I am reading the paper Automatic Static Unpacking of Malware Binaries (Kevin Coogan et al.) with the goal of trying to reproduce the given experimental results (with Hybris-C
, MyDoom.q
, tElock
, etc), and studying how it can be expanded for other cases.
As far as I understand, the authors first use pointer analysis to extract the unpacking code by detecting transition points (i.e. the point separates the execution of the normal instructions from the runtime generated instructions), then the unpacker code is extracted using the backward slicing analysis from this point.
After a process of "code punning" and "reassembly" (e.g. patch out the defense code, fix some relocation problems, etc.), one could obtain a new binary whose each unpacked block is initially marked as a s-object
(abbr. for section objects). Then the new binary can be emulated (if I understood correctly) where s-object
(s) will be filled out by unpacked code.
While I might be able to imagine some limits of static analysis applied in the paper (e.g. inaccuracies of backward static slicing, pointer analysis, side effects...), and the implicit hypothesis about the existence of the transition points, I still cannot figure out how the described static unpacker works.
First, the authors say that the backward static slicing is applied since the context of the problem is unstructured binaries (and that is true since malicious codes are unstructured), but
Problem 1: how can the value-set analysis be applied?
since we have no hope to restore abstract locations (used by value-set analysis) in unstructured binaries. For example, in the following unpacking stub of Hybris
Worm:
mov edx, 0x135
mov ebx, 0x401000
mov eax 0x6bf00803
unpack:
sub [ebx], eax
nop
sub eax, 0x15e3c0
add ebx, 0x4
dec ecx
jne unpack
jmp _oep
_oep:
...
I suppose that there would exist no abstract locations, no?
Second, the authors say that each s-object
contains meta-data (i.e. name, size, ...) about some section, as cited in V.B.3.1
of the paper:
an s-object... contains meta-data about the section it presents... These meta-data are obtained from section table of the binary...
But
Problem 2: how can we be sure that the unpacked code must be fit in a section (whose info can be obtained by parsing the binary header)?
That would be probably true in the case of "pure" UPX
where the unpacked codes are located in the section UPX0
, but this is not true in general (e.g. the case above of Hybris
).
Since there is a step of address translation described in V.B.3.1
which arise from the difference between the normal runtime unpacking process of the binary and the unpacking process of the static unpacker, I assume that the output of this unpacker is a new binary contains only unpacked code and no unpacking stub. But
Problem 3: how can it deal with multiple level packed programs?
For example, the experimental results given in the Figure 5
of the paper has the case of Peed-44
which uses a customized UPX
contains at least 2
unpacking levels: which form should be considered as the "real" unpacked code?
So my question is
Is my understanding about the paper correct? (that should be not) then where did I misunderstand?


--- Exercise description ---
The answer is one number: how many lines in the data below hold "Reduce".

--- Entries provided ---
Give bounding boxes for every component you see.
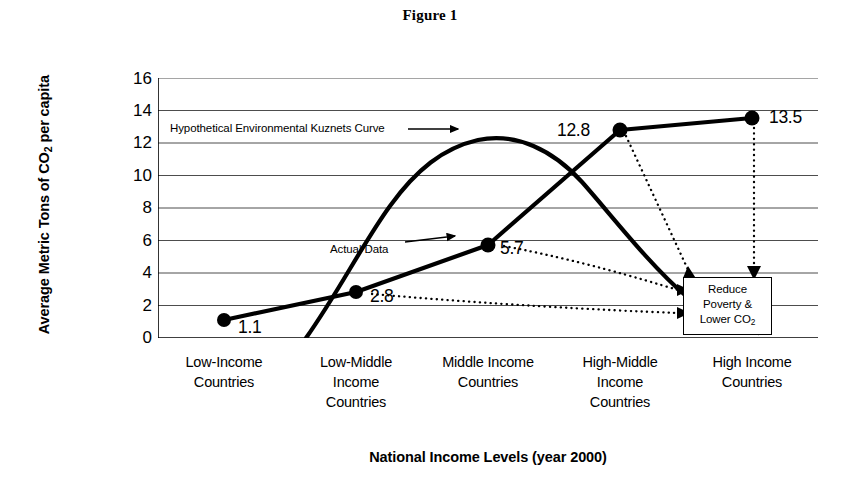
- callout-line-3-prefix: Lower CO: [700, 313, 751, 325]
- x-category-label-high-income: High Income Countries: [686, 352, 818, 392]
- x-category-label-middle-income: Middle Income Countries: [422, 352, 554, 392]
- y-tick-label-10: 10: [108, 167, 152, 184]
- y-tick-label-16: 16: [108, 70, 152, 87]
- x-category-label-low-income: Low-Income Countries: [158, 352, 290, 392]
- data-value-label-1: 1.1: [238, 317, 261, 338]
- callout-line-2: Poverty &: [684, 297, 771, 312]
- x-category-line: Countries: [686, 372, 818, 392]
- dotted-arrow-from-12-8: [626, 136, 690, 274]
- x-category-line: Countries: [422, 372, 554, 392]
- data-point-marker: [349, 285, 363, 299]
- y-axis-title: Average Metric Tons of CO2 per capita: [36, 40, 53, 370]
- data-value-label-4: 12.8: [557, 120, 590, 141]
- callout-box: Reduce Poverty & Lower CO2: [683, 277, 772, 335]
- dotted-arrow-from-2-8: [372, 294, 678, 313]
- y-tick-label-8: 8: [108, 199, 152, 216]
- x-category-label-high-middle-income: High-Middle Income Countries: [554, 352, 686, 412]
- x-category-line: Low-Income: [158, 352, 290, 372]
- y-tick-label-14: 14: [108, 102, 152, 119]
- x-category-label-low-middle-income: Low-Middle Income Countries: [290, 352, 422, 412]
- data-point-marker: [217, 313, 231, 327]
- y-axis-title-sub: 2: [43, 147, 54, 153]
- callout-line-1: Reduce: [684, 282, 771, 297]
- callout-line-3: Lower CO2: [684, 312, 771, 330]
- x-category-line: Countries: [554, 392, 686, 412]
- y-axis-title-suffix: per capita: [36, 75, 52, 146]
- x-category-line: Income: [290, 372, 422, 392]
- y-tick-label-4: 4: [108, 264, 152, 281]
- data-value-label-2: 2.8: [370, 286, 393, 307]
- y-tick-label-0: 0: [108, 329, 152, 346]
- figure-root: Figure 1 Average Metric Tons of CO2 per …: [0, 0, 860, 493]
- x-category-line: Low-Middle: [290, 352, 422, 372]
- x-category-line: Countries: [290, 392, 422, 412]
- y-axis-title-prefix: Average Metric Tons of CO: [36, 152, 52, 334]
- x-category-line: High Income: [686, 352, 818, 372]
- x-category-line: High-Middle: [554, 352, 686, 372]
- kuznets-curve-label: Hypothetical Environmental Kuznets Curve: [170, 122, 385, 134]
- actual-data-line: [224, 118, 752, 320]
- actual-data-label: Actual Data: [330, 243, 388, 255]
- callout-line-3-sub: 2: [751, 318, 756, 327]
- x-category-line: Countries: [158, 372, 290, 392]
- y-tick-label-6: 6: [108, 232, 152, 249]
- x-category-line: Middle Income: [422, 352, 554, 372]
- y-tick-label-12: 12: [108, 134, 152, 151]
- data-value-label-3: 5.7: [500, 238, 523, 259]
- x-category-line: Income: [554, 372, 686, 392]
- figure-title: Figure 1: [0, 7, 860, 24]
- x-axis-title: National Income Levels (year 2000): [158, 449, 818, 465]
- gridlines: [158, 78, 818, 306]
- data-point-marker: [745, 111, 760, 126]
- y-tick-label-2: 2: [108, 297, 152, 314]
- dotted-arrow-from-5-7: [504, 246, 678, 290]
- data-point-marker: [481, 238, 496, 253]
- actual-data-leader-arrow: [405, 236, 455, 242]
- data-value-label-5: 13.5: [769, 107, 802, 128]
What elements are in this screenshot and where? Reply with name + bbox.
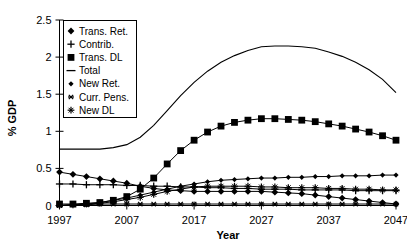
legend-item-label: New DL (79, 105, 115, 116)
marker-square (379, 132, 386, 139)
marker-square (298, 117, 305, 124)
x-tick-label: 2027 (249, 214, 273, 226)
legend-item-label: Trans. DL (79, 52, 123, 63)
x-tick-label: 1997 (47, 214, 71, 226)
legend-item-label: Contrib. (79, 39, 114, 50)
gdp-projection-line-chart: 00.511.522.5 % GDP 199720072017202720372… (0, 0, 407, 252)
marker-square (137, 186, 144, 193)
marker-square (68, 54, 75, 61)
marker-square (177, 147, 184, 154)
legend-item-label: Trans. Ret. (79, 26, 128, 37)
legend-item-label: New Ret. (79, 78, 120, 89)
marker-square (245, 117, 252, 124)
chart-legend: Trans. Ret.Contrib.Trans. DLTotalNew Ret… (64, 21, 137, 118)
marker-square (218, 123, 225, 130)
marker-square (164, 161, 171, 168)
marker-square (191, 137, 198, 144)
x-tick-label: 2007 (115, 214, 139, 226)
marker-square (285, 116, 292, 123)
x-axis-title: Year (216, 229, 240, 241)
marker-square (231, 119, 238, 126)
y-tick-label: 0.5 (36, 162, 51, 174)
marker-square (204, 129, 211, 136)
x-tick-label: 2017 (182, 214, 206, 226)
x-tick-label: 2047 (384, 214, 407, 226)
marker-square (352, 126, 359, 133)
y-tick-label: 1.5 (36, 88, 51, 100)
marker-square (271, 115, 278, 122)
legend-item-label: Curr. Pens. (79, 92, 129, 103)
legend-item-label: Total (79, 65, 100, 76)
marker-square (339, 123, 346, 130)
marker-square (150, 175, 157, 182)
marker-square (393, 137, 400, 144)
marker-square (366, 129, 373, 136)
y-axis-title: % GDP (6, 100, 18, 137)
y-tick-label: 1 (45, 125, 51, 137)
x-tick-label: 2037 (316, 214, 340, 226)
marker-square (312, 118, 319, 125)
marker-square (258, 115, 265, 122)
y-tick-label: 2 (45, 51, 51, 63)
marker-square (325, 120, 332, 127)
y-tick-label: 2.5 (36, 14, 51, 26)
y-tick-label: 0 (45, 200, 51, 212)
chart-container: 00.511.522.5 % GDP 199720072017202720372… (0, 0, 407, 252)
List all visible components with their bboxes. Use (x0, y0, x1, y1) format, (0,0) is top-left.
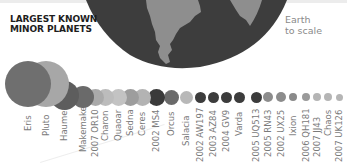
planet-circle (221, 92, 232, 103)
planet-label: 2006 QH181 (301, 108, 311, 162)
planet-circle (164, 90, 179, 105)
planet-label: Quaoar (113, 110, 123, 141)
planet-label: 2005 UQ513 (251, 109, 261, 162)
planet-circle (195, 92, 206, 103)
planet-circle (313, 93, 321, 101)
planet-circle (289, 93, 297, 101)
planet-label: 2007 OR10 (90, 109, 100, 157)
minor-planets-row: ErisPlutoHaumeaMakemake2007 OR10CharonQu… (0, 0, 347, 167)
planet-circle (5, 61, 51, 107)
planet-circle (302, 93, 310, 101)
planet-circle (336, 94, 343, 101)
planet-label: Charon (100, 111, 110, 141)
planet-circle (234, 92, 245, 103)
planet-label: Ixion (288, 116, 298, 137)
planet-label: 2002 UX25 (276, 110, 286, 157)
planet-label: Chaos (323, 110, 333, 136)
planet-label: Sedna (125, 109, 135, 136)
planet-label: 2007 JJ43 (312, 117, 322, 157)
planet-label: Haumea (59, 105, 69, 141)
planet-circle (263, 92, 273, 102)
planet-label: Eris (23, 115, 33, 131)
planet-label: Salacia (181, 116, 191, 146)
planet-circle (180, 91, 193, 104)
planet-label: 2005 RN43 (263, 109, 273, 156)
planet-circle (324, 93, 332, 101)
planet-label: 2003 AZ84 (208, 110, 218, 157)
planet-circle (276, 92, 286, 102)
planet-label: 2002 MS4 (151, 109, 161, 151)
planet-label: Orcus (166, 112, 176, 137)
planet-label: Makemake (78, 106, 88, 152)
planet-label: 2007 UK126 (334, 110, 344, 162)
planet-circle (251, 92, 262, 103)
planet-label: Varda (234, 112, 244, 136)
planet-label: 2004 GV9 (221, 109, 231, 151)
planet-circle (208, 92, 219, 103)
planet-label: Pluto (41, 115, 51, 136)
planet-label: Ceres (137, 112, 147, 136)
planet-label: 2002 AW197 (195, 108, 205, 162)
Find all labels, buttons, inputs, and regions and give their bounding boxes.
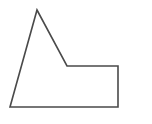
diagram-svg	[0, 0, 152, 124]
diagram-canvas	[0, 0, 152, 124]
pentagon-shape	[10, 10, 118, 107]
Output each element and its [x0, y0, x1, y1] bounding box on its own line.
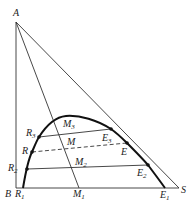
label-r3: R3 [25, 127, 36, 140]
label-a: A [12, 7, 20, 18]
label-s: S [181, 184, 186, 195]
ternary-diagram: A B S R1 R2 R R3 M3 M M2 M1 E3 E E2 E1 [0, 0, 192, 215]
tie-line-r-e [32, 143, 127, 152]
label-e3: E3 [101, 132, 112, 145]
point-e3 [109, 127, 113, 131]
point-r3 [37, 135, 41, 139]
label-m1: M1 [72, 188, 85, 201]
label-e1: E1 [159, 189, 170, 202]
label-b: B [5, 188, 11, 199]
edge-a-s [16, 22, 179, 188]
label-m: M [66, 136, 76, 147]
label-m3: M3 [62, 118, 75, 131]
tie-line-r2-e2 [27, 165, 148, 169]
label-r1: R1 [14, 188, 25, 201]
point-e [125, 141, 129, 145]
label-r: R [21, 145, 28, 156]
point-r [30, 150, 34, 154]
point-e2 [146, 163, 150, 167]
line-a-m1 [16, 22, 79, 188]
label-e2: E2 [136, 167, 147, 180]
label-e: E [120, 146, 127, 157]
point-r2 [25, 167, 29, 171]
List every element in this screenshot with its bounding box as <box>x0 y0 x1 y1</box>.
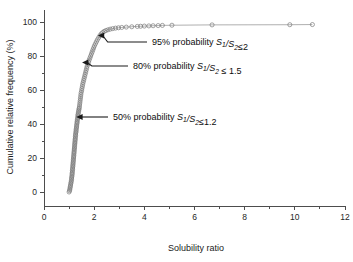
chart-figure: 020406080100 024681012 95% probability S… <box>0 0 353 262</box>
annotation-label: 80% probability S1/S2 ≤ 1.5 <box>133 61 241 75</box>
annotation-arrow-head <box>82 60 88 66</box>
y-axis-title: Cumulative relative frequency (%) <box>5 39 15 174</box>
annotation-label: 50% probability S1/S2≤1.2 <box>113 112 216 126</box>
x-tick-label: 10 <box>290 212 300 222</box>
annotation-leader-line <box>103 36 147 43</box>
y-tick-label: 40 <box>28 119 38 129</box>
x-tick-label: 0 <box>42 212 47 222</box>
x-tick-label: 2 <box>92 212 97 222</box>
annotation-95: 95% probability S1/S2≤2 <box>98 33 248 52</box>
y-tick-label: 0 <box>32 187 37 197</box>
cumulative-frequency-markers <box>67 23 314 195</box>
y-tick-label: 20 <box>28 153 38 163</box>
x-tick-label: 8 <box>242 212 247 222</box>
x-axis-ticks: 024681012 <box>42 206 350 222</box>
x-tick-label: 12 <box>340 212 350 222</box>
annotations-group: 95% probability S1/S2≤280% probability S… <box>76 33 248 127</box>
y-tick-label: 60 <box>28 85 38 95</box>
annotation-label: 95% probability S1/S2≤2 <box>152 37 248 51</box>
x-tick-label: 4 <box>142 212 147 222</box>
x-axis-title: Solubility ratio <box>168 243 224 253</box>
y-axis-ticks: 020406080100 <box>23 17 44 197</box>
annotation-50: 50% probability S1/S2≤1.2 <box>76 112 216 126</box>
y-tick-label: 80 <box>28 51 38 61</box>
annotation-leader-line <box>87 63 128 67</box>
cumulative-frequency-line <box>69 25 312 192</box>
x-tick-label: 6 <box>192 212 197 222</box>
chart-canvas: 020406080100 024681012 95% probability S… <box>0 0 353 262</box>
data-series-group <box>67 23 314 195</box>
y-tick-label: 100 <box>23 17 37 27</box>
annotation-80: 80% probability S1/S2 ≤ 1.5 <box>82 60 241 76</box>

--- Result ---
2